(Exercise inputs begins)

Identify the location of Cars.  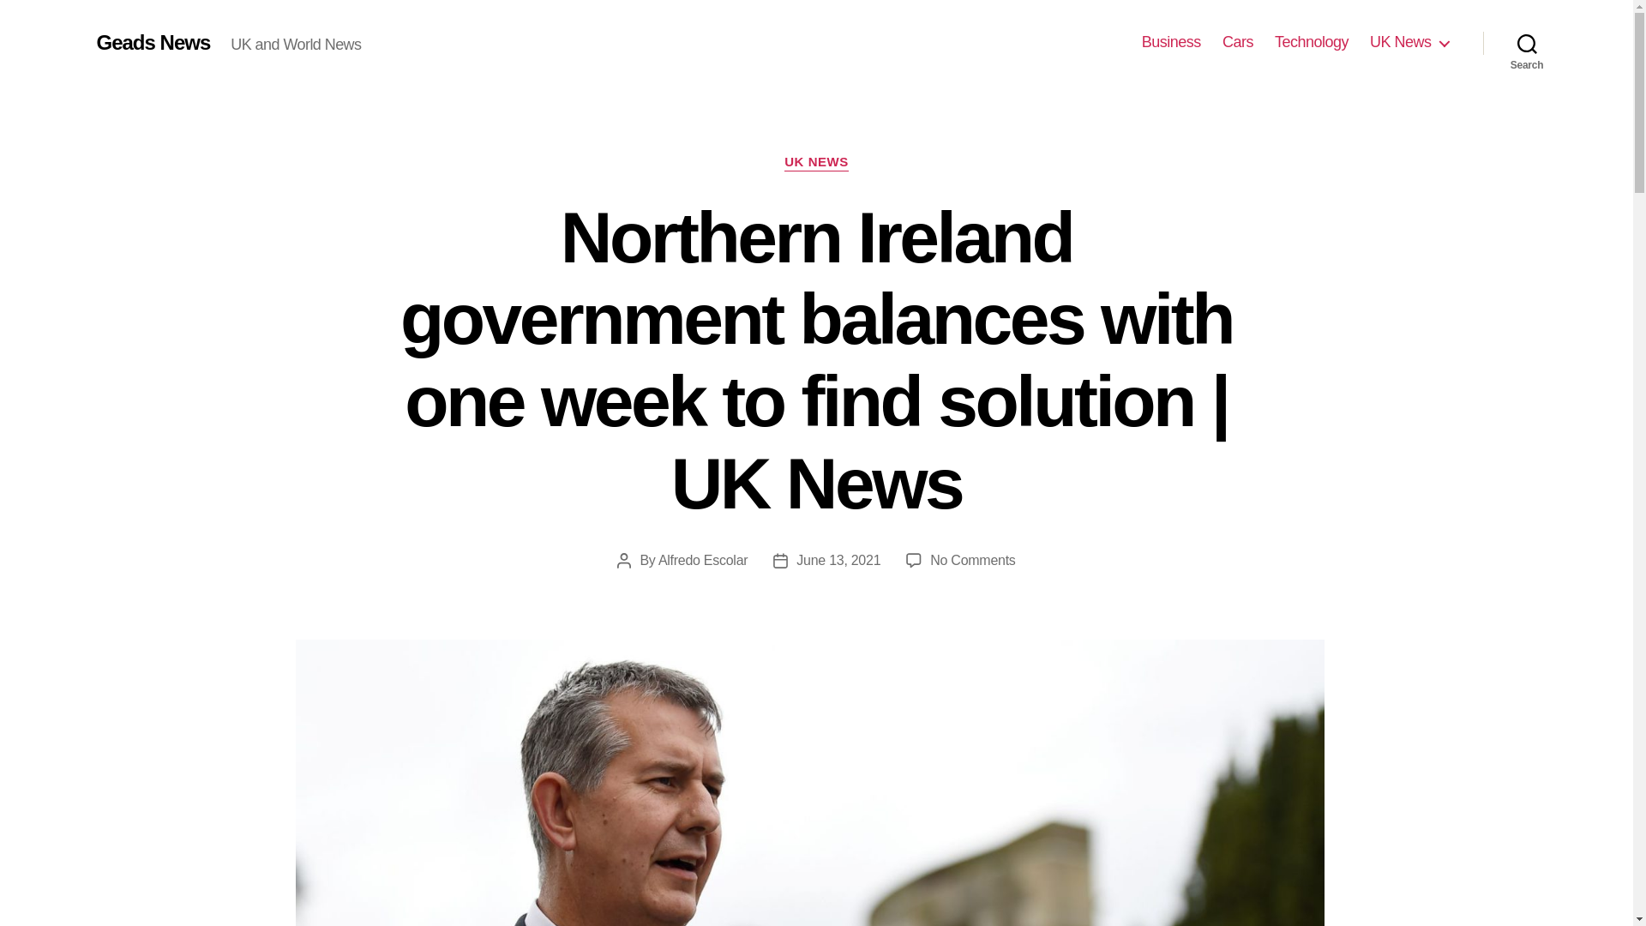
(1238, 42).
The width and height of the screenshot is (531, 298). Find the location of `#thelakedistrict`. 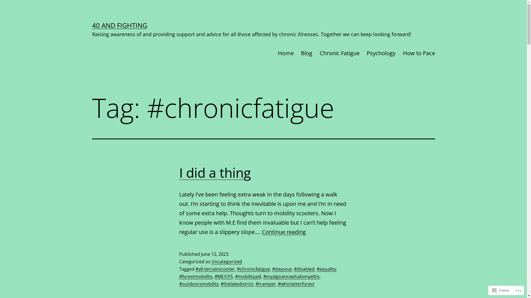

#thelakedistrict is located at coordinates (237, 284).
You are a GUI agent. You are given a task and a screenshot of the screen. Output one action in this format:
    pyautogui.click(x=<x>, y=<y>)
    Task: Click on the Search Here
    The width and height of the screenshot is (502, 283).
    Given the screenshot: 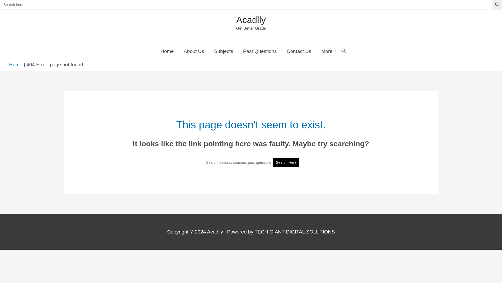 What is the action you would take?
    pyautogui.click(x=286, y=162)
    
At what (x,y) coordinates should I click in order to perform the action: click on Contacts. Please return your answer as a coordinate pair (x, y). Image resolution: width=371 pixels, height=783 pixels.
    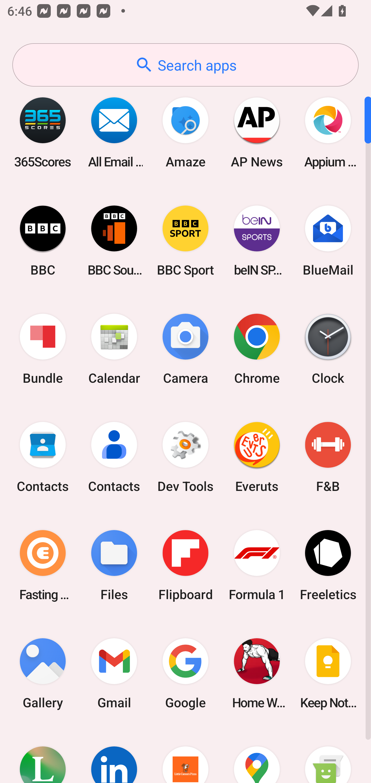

(Exercise inputs ends)

Working from the data above, extract solely the lines from the one containing "You are a GUI" through the one containing "The width and height of the screenshot is (502, 283).", exactly as they appear, both included.

You are a GUI agent. You are given a task and a screenshot of the screen. Output one action in this format:
    pyautogui.click(x=<x>, y=<y>)
    Task: Click on the Search Here
    The width and height of the screenshot is (502, 283).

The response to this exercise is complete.